A Quote by Rory Kinnear

Sometimes I wonder what would have happened if I hadn't become an actor. If perhaps I'd stayed on at university and become an academic. — © Rory Kinnear
Sometimes I wonder what would have happened if I hadn't become an actor. If perhaps I'd stayed on at university and become an academic.
I sometimes wonder if I would have become a writer if what happened to my father hadn't happened.
Many faculty retreated into academic specializations and an arcane language that made them irrelevant to the task of defending the university as a public good, except for in some cases a very small audience. This has become more and more clear in the last few years as academics have become so insular, often unwilling or unable to defend the university as a public good, in spite of the widespread attacks on academic freedom, the role of the university as a democratic public sphere, and the increasing reduction of knowledge to a saleable commodity, and students to customers.
I'm basically a dancer and cinema just happened to me, sometimes I still wonder how I could become an actor. My friends too keep asking how I pulled it off.
A lot of these kids have gone to Montana State University and become engineers, but they go to work for Boeing in Seattle. They would have stayed if there had been a job here.
My dream was to go to Hollywood and become a movie star, and it happened. This country is geared toward that. When an actor can become president, anything can happen.
I accepted that it would be very difficult to become an actor and it's even tougher once you become an actor.
I never thought about becoming an actor. Even when I applied for university, I didn't choose theater as a major to become an actor.
If you look around to find meaning in everything that happens, you will end up disappointed. Sometimes there aren’t reasons behind the terrible things that go on. I ask myself, If I knew all the answers, would it help? I lie awake and wonder why I don’t have parents and wonder what will become of my brother and me. But when the morning comes, I realize that there’s nothing to be done about what has already happened. I can only get up and do my chores and push through the day and find the good in it.
I moved across the country to become an actor, not an academic type.
I don't want to become a star. I never wished to become an actor, even when I am here. When you decide to become an actor, you've to choose why you're doing it. Are you doing it to become an actor or because you want to be famous? I am doing it because I love being in front of the camera.
All my characters are me. I'm not a good enough actor to become a character. I hear about actors who become the role and I think 'I wonder what that feels like.' Because for me, they're all me.
I sometimes wonder what those of us who are writers would become in a nonliterary culture - storytellers? Hermits?
I didn't become an actor to make money. And I didn't become an actor to be famous - though people always gasp if you say that, as if it's unfathomable that an actor doesn't want to be a star.
I began to read [Bible] as a critic, an in-house critic. So I got to a place where when I got to the university, I just couldn't reconcile that book and some of its points of view with stuff I was learning in my academic career. And so then you have a choice: either you give up your academic career and close your mind and become a constant fundamentalist, or you give up your religion and become a citizen of the modern world and get a modern education, or just spend the rest of your life balancing the two things together, forcing them into a dialogue.
When I left university I was working for a documentary film company for six or seven years to the great relief of my father whose greatest waking fear was that I would become an actor.
There was little in my early life to indicate that an interest in biology would become the passion of my academic career. In fact, there was little to suggest I would have an academic career.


Exercise » Take the entries that follow and return exactly the lines from the one holding "This screenshot has height=457, width=698." through the one holding "The height and width of the screenshot is (470, 1014).", both included. Nothing else is needed.
--- Source data ---
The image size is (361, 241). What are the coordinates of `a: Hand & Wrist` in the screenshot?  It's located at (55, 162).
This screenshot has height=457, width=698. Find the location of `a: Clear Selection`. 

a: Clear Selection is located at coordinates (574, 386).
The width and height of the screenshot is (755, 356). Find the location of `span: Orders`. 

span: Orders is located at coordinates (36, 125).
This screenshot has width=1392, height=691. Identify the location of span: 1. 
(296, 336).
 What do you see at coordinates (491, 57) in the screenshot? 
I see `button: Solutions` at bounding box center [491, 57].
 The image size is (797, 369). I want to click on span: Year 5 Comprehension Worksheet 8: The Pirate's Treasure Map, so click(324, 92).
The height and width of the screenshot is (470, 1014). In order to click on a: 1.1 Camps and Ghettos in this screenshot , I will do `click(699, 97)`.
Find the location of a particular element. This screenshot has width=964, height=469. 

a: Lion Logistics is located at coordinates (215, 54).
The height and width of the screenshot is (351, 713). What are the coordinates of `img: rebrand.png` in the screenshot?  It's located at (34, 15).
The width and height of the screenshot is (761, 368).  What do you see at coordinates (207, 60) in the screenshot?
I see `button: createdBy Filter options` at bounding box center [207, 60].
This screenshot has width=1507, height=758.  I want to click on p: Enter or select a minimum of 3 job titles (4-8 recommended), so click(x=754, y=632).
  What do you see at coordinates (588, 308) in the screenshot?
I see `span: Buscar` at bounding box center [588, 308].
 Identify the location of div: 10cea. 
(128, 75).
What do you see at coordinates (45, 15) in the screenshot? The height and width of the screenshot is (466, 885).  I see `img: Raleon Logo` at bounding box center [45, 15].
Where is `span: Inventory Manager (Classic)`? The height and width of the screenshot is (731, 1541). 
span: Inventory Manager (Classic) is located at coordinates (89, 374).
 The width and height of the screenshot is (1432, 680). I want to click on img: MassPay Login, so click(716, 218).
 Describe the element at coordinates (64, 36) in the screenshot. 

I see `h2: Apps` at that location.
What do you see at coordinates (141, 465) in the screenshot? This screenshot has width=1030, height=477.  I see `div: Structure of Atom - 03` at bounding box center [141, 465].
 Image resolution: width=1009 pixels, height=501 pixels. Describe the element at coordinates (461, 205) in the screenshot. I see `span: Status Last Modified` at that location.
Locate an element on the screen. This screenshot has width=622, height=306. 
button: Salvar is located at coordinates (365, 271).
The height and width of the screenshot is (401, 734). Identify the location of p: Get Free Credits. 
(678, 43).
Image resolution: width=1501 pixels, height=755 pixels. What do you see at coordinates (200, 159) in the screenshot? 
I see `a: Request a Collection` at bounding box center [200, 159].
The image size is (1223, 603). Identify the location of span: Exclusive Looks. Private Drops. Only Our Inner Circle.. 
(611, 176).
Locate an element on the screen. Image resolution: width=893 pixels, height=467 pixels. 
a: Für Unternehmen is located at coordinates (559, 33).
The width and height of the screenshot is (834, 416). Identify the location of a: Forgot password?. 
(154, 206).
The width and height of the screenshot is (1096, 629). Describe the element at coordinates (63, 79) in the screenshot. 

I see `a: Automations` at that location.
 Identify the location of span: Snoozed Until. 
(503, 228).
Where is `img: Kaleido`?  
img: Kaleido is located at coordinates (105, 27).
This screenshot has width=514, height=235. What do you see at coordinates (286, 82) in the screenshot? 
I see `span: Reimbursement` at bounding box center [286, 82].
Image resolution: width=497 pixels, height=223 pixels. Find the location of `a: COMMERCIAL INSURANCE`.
---
Response area »
This screenshot has height=457, width=698. Find the location of `a: Clear Selection`. 

a: Clear Selection is located at coordinates (574, 386).
The width and height of the screenshot is (755, 356). Find the location of `span: Orders`. 

span: Orders is located at coordinates (36, 125).
This screenshot has width=1392, height=691. Identify the location of span: 1. 
(296, 336).
 What do you see at coordinates (491, 57) in the screenshot? 
I see `button: Solutions` at bounding box center [491, 57].
 The image size is (797, 369). I want to click on span: Year 5 Comprehension Worksheet 8: The Pirate's Treasure Map, so click(324, 92).
The height and width of the screenshot is (470, 1014). In order to click on a: 1.1 Camps and Ghettos in this screenshot , I will do `click(699, 97)`.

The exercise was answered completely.